Perez, who is now 24, attended Sturgis Public School District for 12 years. During that time the school district either failed to give him a sign language interpreter, or the one assigned to him was chronically absent, or the aide didn’t know sign language. His parents, who emigrated to the United States when their son was 9, relied on his school’s report cards to monitor his progress but teachers inflated his grades. It wasn’t until graduation that they learned he didn’t earn a high school diploma but only a “certificate of completion.” At that time Perez knew almost no American Sign Language and communicated through signs he had invented that no one else besides his family understood.
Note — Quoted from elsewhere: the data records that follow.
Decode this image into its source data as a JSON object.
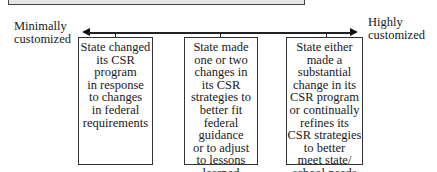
{
  "diagram": {
    "type": "continuum",
    "left_end_label": [
      "Minimally",
      "customized"
    ],
    "right_end_label": [
      "Highly",
      "customized"
    ],
    "boxes": [
      {
        "lines": [
          "State changed",
          "its CSR",
          "program",
          "in response",
          "to changes",
          "in federal",
          "requirements"
        ]
      },
      {
        "lines": [
          "State made",
          "one or two",
          "changes in",
          "its CSR",
          "strategies to",
          "better fit",
          "federal",
          "guidance",
          "or to adjust",
          "to lessons",
          "learned"
        ]
      },
      {
        "lines": [
          "State either",
          "made a",
          "substantial",
          "change in its",
          "CSR program",
          "or continually",
          "refines its",
          "CSR strategies",
          "to better",
          "meet state/",
          "school needs"
        ]
      }
    ]
  }
}
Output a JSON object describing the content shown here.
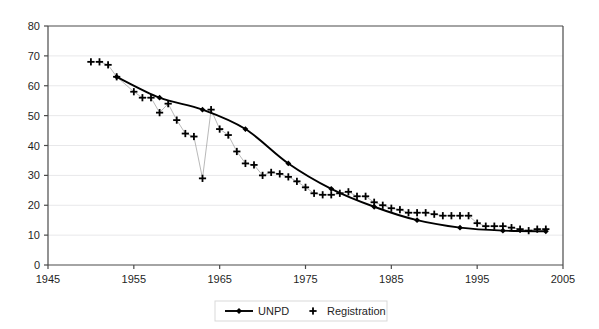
{
  "chart_data": {
    "type": "line",
    "title": "",
    "subtitle": "",
    "xlabel": "",
    "ylabel": "",
    "xlim": [
      1945,
      2005
    ],
    "ylim": [
      0,
      80
    ],
    "xticks": [
      1945,
      1955,
      1965,
      1975,
      1985,
      1995,
      2005
    ],
    "yticks": [
      0,
      10,
      20,
      30,
      40,
      50,
      60,
      70,
      80
    ],
    "xtick_labels": [
      "1945",
      "1955",
      "1965",
      "1975",
      "1985",
      "1995",
      "2005"
    ],
    "ytick_labels": [
      "0",
      "10",
      "20",
      "30",
      "40",
      "50",
      "60",
      "70",
      "80"
    ],
    "grid": "horizontal",
    "legend_position": "bottom-center",
    "series": [
      {
        "name": "UNPD",
        "marker": "diamond",
        "line": "solid",
        "color": "#000000",
        "x": [
          1953,
          1958,
          1963,
          1968,
          1973,
          1978,
          1983,
          1988,
          1993,
          1998,
          2003
        ],
        "values": [
          63,
          56,
          52,
          45.5,
          34,
          25.5,
          19.5,
          15,
          12.5,
          11.5,
          11.3
        ]
      },
      {
        "name": "Registration",
        "marker": "plus",
        "line": "thin-connector",
        "color": "#000000",
        "x": [
          1950,
          1951,
          1952,
          1953,
          1955,
          1956,
          1957,
          1958,
          1959,
          1960,
          1961,
          1962,
          1963,
          1964,
          1965,
          1966,
          1967,
          1968,
          1969,
          1970,
          1971,
          1972,
          1973,
          1974,
          1975,
          1976,
          1977,
          1978,
          1979,
          1980,
          1981,
          1982,
          1983,
          1984,
          1985,
          1986,
          1987,
          1988,
          1989,
          1990,
          1991,
          1992,
          1993,
          1994,
          1995,
          1996,
          1997,
          1998,
          1999,
          2000,
          2001,
          2002,
          2003
        ],
        "values": [
          68,
          68,
          67,
          63,
          58,
          56,
          56,
          51,
          54,
          48.5,
          44,
          43,
          29,
          52,
          45.5,
          43.5,
          38,
          34,
          33.5,
          30,
          31,
          30.5,
          29.5,
          28,
          26,
          24,
          23.5,
          23.5,
          24,
          24.5,
          23,
          23,
          21,
          20,
          19,
          18.5,
          17.5,
          17.5,
          17.5,
          17,
          16.5,
          16.5,
          16.5,
          16.5,
          14,
          13,
          13,
          13,
          12.5,
          12,
          11.5,
          12,
          12
        ]
      }
    ],
    "legend": [
      {
        "label": "UNPD",
        "marker": "line-diamond"
      },
      {
        "label": "Registration",
        "marker": "plus"
      }
    ],
    "colors": {
      "axis": "#4a4a4a",
      "grid": "#e8e8ea",
      "series": "#000000",
      "background": "#ffffff",
      "legend_border": "#d9d9d9"
    }
  }
}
Perez’s parents sued the district and Michigan Department of Education under both IDEA, which mandates that schools provide students with disabilities with a “free appropriate public education,” and the Americans with Disabilities Act, which forbids discrimination against students with special needs. The district settled their IDEA claim by agreeing to send him to the Michigan School for the Deaf. But a lower court ruled that they couldn’t pursue their ADA claim in federal court until they had gone through the multi-layered administrative process and this ruling was upheld by the U.S. Court of Appeals.
The Supreme Court overruled that court. Justice Neil Gorsuch said, according to the SCOTUS Blog,that the ADA claim filed by the Perez’s seeks seeks compensation for the emotional distress and lost income resulting from the school district’s failure to provide him with a qualified interpreter – “a remedy,” Gorsuch noted, “everyone before us agrees IDEA cannot supply.” While he sympathizes with school districts who want agencies with “special expertise” to deal with these sorts of claims, “that is not enough to overcome the text of the IDEA.”
The Biden Administration had urged the SCOTUS to side with Miguel Perez.